Among the bills that Bereuter authored was the Bunning-Bereuter-Blumenauer Flood Insurance Reform Act of 2004. He also was co-author of the Bereuter-Levin Amendment, which made possible the passage of the act granting Permanent Normal Trading Relations with China. He was also responsible for starting the USAID Farmer-to-Farmer technical assistance program, which has taken thousands of American volunteers abroad. At the end of his congressional service, that program was named for him, along with a Farmers Home Administration program he authored to provide a home loan guarantee program for residents of small communities.

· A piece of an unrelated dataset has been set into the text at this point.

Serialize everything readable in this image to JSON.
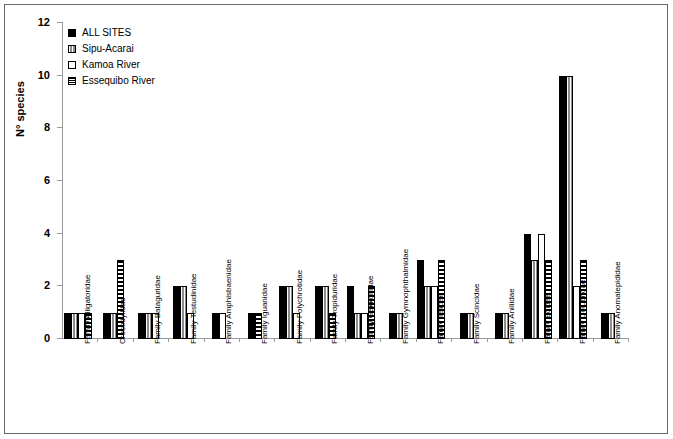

Bereuter generally had a moderate voting record. His lifetime American Conservative Union rating was 63. His speech at a Nebraska Republican Party meeting in 1998 underscored his moderate political approach and drew national attention when he urged the party to adopt a big tent policy by welcoming membership to people of any religious background through its practices and policies.[5] In 2004, Bereuter endorsed state Senator Curt Bromm, Speaker of the Nebraska Legislature, as his successor in the U.S. House of Representatives.[6] From a field of seven Republican candidates in Nebraska's Primary Election, Senator Bromm came in second behind Jeff Fortenberry after the Club for Growth made a large, last minute campaign contribution to defeat him.[7][8] Shortly before he left Congress, Bereuter released a statement calling the Iraq War, which he had previously supported, "a mistake," and strongly criticized a "massive failure" of pre-war intelligence.[9]